Sunday, 21 February 2016

Pope to Catholic leaders: Don’t allow executions this year

Pope Francis leads his Sunday Angelus prayer in Saint Peter's square at the Vatican February 21, 2016. Pope Francis on Sunday called for a worldwide ban on the death penalty, saying the commandment

Pope Francis on Sunday urged Catholic leaders to show “exemplary” courage by not allowing executions this year, while expressing hope that eventually the death penalty will be abolished worldwide.

Pope Francis told tourists and pilgrims in St Peter’s Square that “the commandment ‘do not kill’ holds absolute value and applies to both the innocent and the guilty.”

He added that there is “an ever more widespread opposition in public opinion to the death penalty, even only as an instrument of legitimate social defense.”

“I appeal to the conscience of those who govern so that international consensus is reached for the abolishment of the death penalty,” the Pope said. “And I propose to all those among them who are Catholic to make a courageous and exemplary gesture: may no execution sentence be carried out in this Holy Year of Mercy.”

Pope Francis is using the church’s Holy Year, which runs through November 20, to encourage efforts for more reconciliation and mercy in the world.

The Pope is building on church teaching, laid out by St John Paul II, that there’s no justification for capital punishment.

“In effect, modern societies have the possibility to efficiently repress crime without taking away definitely the possibility to redeem oneself from those who committed” the crime, Pope Francis said.

The Pope said “even criminals hold the inviolable right to life” given by God.

Pope Francis called on all Christians and all those of good will to work not only to abolish capital punishment but also to improve prison conditions.

From the start of his papacy, he has expressed concern that inmates in jails and prisons should be treated with dignity. He has often visited prisons during his trips throughout Italy and abroad, including last week while in the border city of Ciudad Juarez, Mexico.

While the Pope insists he doesn’t interfere in the political sphere, he has also made clear people must follow what he calls a “well—informed” conscience, and that local bishops can give guidance to Catholics, including voters, on political issues

Saturday, 26 December 2015

‘Need for unity against terror atrocities’

Pope Francis kisses a figurine of baby Jesus as he arrives at St. Peter's Basilica for the Christmas Night Mass on December 24, 2015 in Vatican City, Vatican.

Pope Francis urged the world in his Christmas message on Friday to unite to end atrocities by Islamist militants that he said were causing immense suffering in many countries.
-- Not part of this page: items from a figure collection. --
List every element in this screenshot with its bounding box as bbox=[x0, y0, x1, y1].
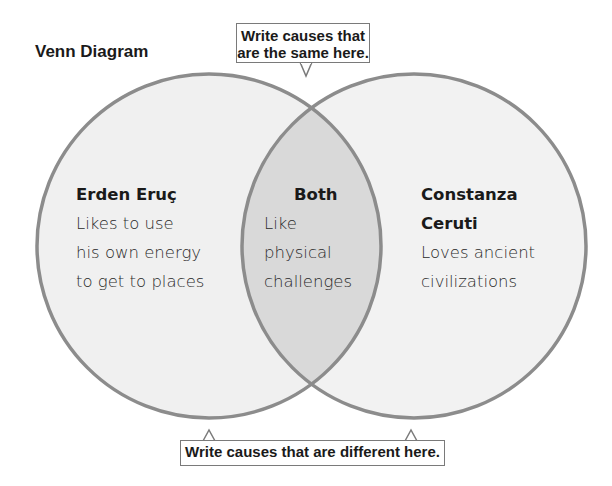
section-line: Like bbox=[264, 209, 352, 238]
section-erden-eruc: Erden Eruç Likes to use his own energy t… bbox=[76, 180, 204, 296]
section-line: civilizations bbox=[421, 267, 535, 296]
different-causes-callout: Write causes that are different here. bbox=[180, 440, 445, 466]
diagram-title: Venn Diagram bbox=[35, 42, 148, 62]
section-line: Likes to use bbox=[76, 209, 204, 238]
callout-line: Write causes that bbox=[237, 27, 369, 44]
section-line: his own energy bbox=[76, 238, 204, 267]
top-callout-pointer bbox=[300, 62, 312, 76]
section-both: Both Like physical challenges bbox=[264, 180, 352, 296]
section-line: challenges bbox=[264, 267, 352, 296]
section-heading: Constanza bbox=[421, 180, 535, 209]
section-line: physical bbox=[264, 238, 352, 267]
section-constanza-ceruti: Constanza Ceruti Loves ancient civilizat… bbox=[421, 180, 535, 296]
section-heading: Erden Eruç bbox=[76, 180, 204, 209]
section-heading: Ceruti bbox=[421, 209, 535, 238]
callout-line: are the same here. bbox=[237, 44, 369, 61]
section-heading: Both bbox=[264, 180, 352, 209]
section-line: Loves ancient bbox=[421, 238, 535, 267]
same-causes-callout: Write causes that are the same here. bbox=[236, 23, 370, 63]
section-line: to get to places bbox=[76, 267, 204, 296]
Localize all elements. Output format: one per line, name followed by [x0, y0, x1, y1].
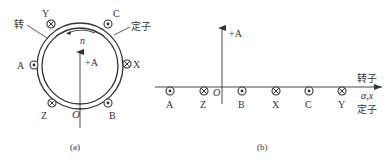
- conductor-x: X: [272, 87, 280, 110]
- stator-label: 定子: [357, 103, 377, 115]
- svg-text:Y: Y: [338, 99, 345, 110]
- conductor-a: A: [166, 87, 174, 110]
- rotor-label: 转子: [357, 72, 377, 84]
- rotation-label: n: [80, 35, 85, 46]
- coord-label: α,x: [361, 90, 374, 101]
- stator-label: 定子: [131, 20, 151, 32]
- rotor-leader-line: [27, 25, 47, 38]
- conductor-z: Z: [200, 87, 208, 110]
- conductor-z: Z: [41, 99, 56, 121]
- conductor-c: C: [104, 8, 120, 28]
- caption-b: (b): [257, 142, 268, 152]
- svg-text:B: B: [109, 110, 116, 121]
- svg-text:A: A: [166, 99, 174, 110]
- a-axis-label: +A: [229, 28, 243, 39]
- stator-leader-line: [114, 27, 130, 35]
- conductor-c: C: [305, 87, 313, 110]
- conductor-b: B: [238, 87, 246, 110]
- conductor-y: Y: [42, 8, 55, 28]
- svg-text:X: X: [272, 99, 280, 110]
- rotation-arrow-icon: [68, 30, 95, 33]
- rotor-label: 转: [14, 18, 24, 30]
- conductor-x: X: [123, 59, 141, 70]
- svg-text:Z: Z: [41, 110, 47, 121]
- svg-text:Y: Y: [42, 8, 49, 19]
- svg-text:B: B: [238, 99, 245, 110]
- conductor-y: Y: [338, 87, 346, 110]
- diagram-canvas: n 转 定子 +A O Y C A: [0, 0, 391, 165]
- conductor-b: B: [104, 99, 116, 121]
- a-axis-label: +A: [85, 57, 99, 68]
- caption-a: (a): [70, 142, 80, 152]
- conductor-a: A: [17, 60, 38, 71]
- svg-text:C: C: [305, 99, 312, 110]
- svg-text:X: X: [133, 59, 141, 70]
- panel-b: +A O 转子 α,x 定子 A Z B X: [155, 28, 382, 152]
- svg-text:A: A: [17, 60, 25, 71]
- panel-a: n 转 定子 +A O Y C A: [14, 8, 151, 152]
- origin-label: O: [213, 87, 220, 98]
- svg-text:Z: Z: [200, 99, 206, 110]
- origin-label: O: [72, 108, 80, 120]
- svg-text:C: C: [113, 8, 120, 19]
Security was tight at the Vatican as Pope Francis, marking the third Christmas since his election in 2013, read his traditional Christmas Day “Urbi et Orbi” (to the city and the world) address from the central balcony of St. Peter’s Basilica. Tens of thousands of people had to have their bags checked as they entered the Vatican area and then go through airport-style screening if they wanted to enter St. Peter's Square. After calling for an end to the civil wars in Syria and Libya, the Pope said:

“May the attention of the international community be unanimously directed to ending the atrocities which in those countries, as well as in Iraq, Libya, Yemen and sub-Saharan Africa, even now reap numerous victims, cause immense suffering and do not even spare the historical and cultural patrimony of entire peoples.”
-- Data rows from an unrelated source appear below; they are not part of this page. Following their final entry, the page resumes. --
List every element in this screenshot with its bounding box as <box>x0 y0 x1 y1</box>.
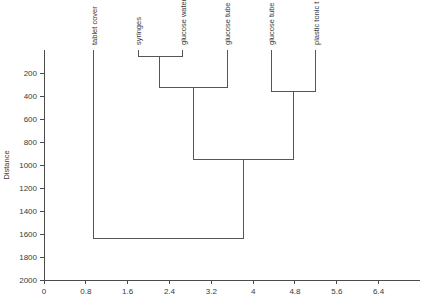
y-axis-title: Distance <box>2 150 11 179</box>
dendrogram-canvas: 200400600800100012001400160018002000 Dis… <box>0 0 426 301</box>
x-tick-label: 0.8 <box>80 287 92 296</box>
y-tick-label: 1200 <box>19 184 37 193</box>
y-tick-label: 400 <box>24 92 38 101</box>
y-tick-label: 1800 <box>19 253 37 262</box>
x-tick-label: 0 <box>42 287 47 296</box>
dendrogram-links <box>94 50 316 239</box>
leaf-label: glucose tube <box>223 2 232 45</box>
y-tick-label: 600 <box>24 115 38 124</box>
y-axis: 200400600800100012001400160018002000 Dis… <box>2 50 44 285</box>
leaf-label: syringes <box>134 17 143 45</box>
leaf-label: glucose water <box>179 0 188 45</box>
y-tick-label: 2000 <box>19 276 37 285</box>
leaf-label: tablet cover <box>90 6 99 45</box>
y-tick-label: 1000 <box>19 161 37 170</box>
x-tick-label: 4 <box>251 287 256 296</box>
x-tick-label: 5.6 <box>331 287 343 296</box>
leaf-label: glucose tube <box>267 2 276 45</box>
x-axis: 00.81.62.43.244.85.66.4 <box>42 280 420 296</box>
x-axis-ticks: 00.81.62.43.244.85.66.4 <box>42 280 385 296</box>
dendrogram-link <box>271 50 315 92</box>
x-tick-label: 2.4 <box>164 287 176 296</box>
y-tick-label: 1400 <box>19 207 37 216</box>
x-tick-label: 4.8 <box>289 287 301 296</box>
dendrogram-chart: 200400600800100012001400160018002000 Dis… <box>0 0 426 301</box>
x-tick-label: 6.4 <box>373 287 385 296</box>
x-tick-label: 1.6 <box>122 287 134 296</box>
x-tick-label: 3.2 <box>206 287 218 296</box>
leaf-label: plastic tonic t <box>312 1 321 45</box>
dendrogram-leaf-labels: tablet coversyringesglucose waterglucose… <box>90 0 321 45</box>
dendrogram-link <box>138 50 182 57</box>
dendrogram-link <box>94 50 244 239</box>
y-tick-label: 800 <box>24 138 38 147</box>
dendrogram-link <box>193 88 294 159</box>
dendrogram-link <box>159 50 227 88</box>
y-tick-label: 200 <box>24 69 38 78</box>
y-tick-label: 1600 <box>19 230 37 239</box>
y-axis-ticks: 200400600800100012001400160018002000 <box>19 69 44 285</box>
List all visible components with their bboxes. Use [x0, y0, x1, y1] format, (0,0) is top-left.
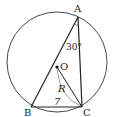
label-O: O — [60, 61, 68, 72]
geometry-diagram: A B C O 30° R 7 — [0, 0, 116, 117]
side-AB — [31, 17, 78, 107]
label-B: B — [24, 107, 31, 117]
side-BC-label: 7 — [54, 96, 61, 107]
center-dot — [55, 65, 58, 68]
radius-label: R — [57, 83, 66, 94]
label-C: C — [83, 107, 91, 117]
label-A: A — [73, 3, 82, 14]
side-AC — [78, 17, 82, 107]
angle-A-label: 30° — [66, 42, 82, 52]
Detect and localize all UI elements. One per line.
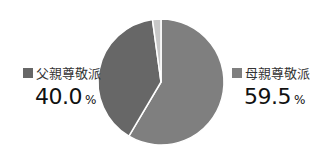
legend-father-respect: 父親尊敬派 40.0%: [23, 63, 101, 109]
legend-label-father: 父親尊敬派: [36, 63, 101, 82]
legend-value-mother: 59.5: [244, 84, 291, 109]
legend-swatch-father: [23, 68, 33, 78]
legend-mother-respect: 母親尊敬派 59.5%: [232, 63, 310, 109]
legend-swatch-mother: [232, 68, 242, 78]
legend-label-mother: 母親尊敬派: [245, 63, 310, 82]
percent-unit: %: [294, 93, 305, 107]
percent-unit: %: [85, 93, 96, 107]
legend-value-father: 40.0: [35, 84, 82, 109]
pie-slices: [98, 19, 224, 145]
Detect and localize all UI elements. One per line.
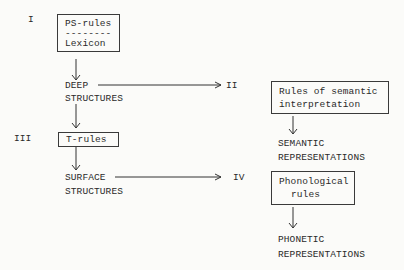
phonological-box-line2: rules — [279, 189, 354, 201]
semantic-box-line2: interpretation — [279, 99, 388, 111]
surface-structures-line1: SURFACE — [65, 172, 106, 183]
stage-numeral-i: I — [28, 14, 34, 25]
separator-dashes: -------- — [65, 29, 119, 38]
semantic-representations-line2: REPRESENTATIONS — [278, 152, 365, 163]
semantic-interpretation-box: Rules of semantic interpretation — [271, 81, 389, 114]
deep-structures-line2: STRUCTURES — [65, 93, 123, 104]
t-rules-box: T-rules — [58, 132, 119, 147]
stage-numeral-iv: IV — [233, 172, 245, 183]
semantic-box-line1: Rules of semantic — [279, 85, 388, 99]
phonetic-representations-line1: PHONETIC — [278, 234, 324, 245]
surface-structures-line2: STRUCTURES — [65, 186, 123, 197]
semantic-representations-line1: SEMANTIC — [278, 138, 324, 149]
phonological-rules-box: Phonological rules — [271, 171, 355, 205]
phonological-box-line1: Phonological — [279, 175, 354, 189]
phonetic-representations-line2: REPRESENTATIONS — [278, 249, 365, 260]
deep-structures-line1: DEEP — [65, 80, 88, 91]
lexicon-label: Lexicon — [65, 38, 119, 49]
t-rules-label: T-rules — [66, 134, 118, 145]
stage-numeral-iii: III — [14, 133, 31, 144]
stage-numeral-ii: II — [226, 80, 238, 91]
base-component-box: PS-rules -------- Lexicon — [57, 14, 120, 52]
He called for peace between Israelis and Palestinians in the area where Jesus was born. He asked God to bring consolation and strength to Christians who are being persecuted around the world and called for peace in the Democratic Republic of Congo, Burundi, South Sudan and Ukraine.

The Pope’s words were echoed by the Archbishop of Canterbury in his Christmas Day address, in which the leader of the world’s 80 million Anglicans said Christians in West Asia faced extinction at the hands of Islamic State.

Archbishop Justin Welby said IS was “igniting a trail of fear, violence, hatred and determined oppression.” He branded the group “a Herod of today”, in a reference to the ruthless king of Judea at the time of the birth of Jesus Christ.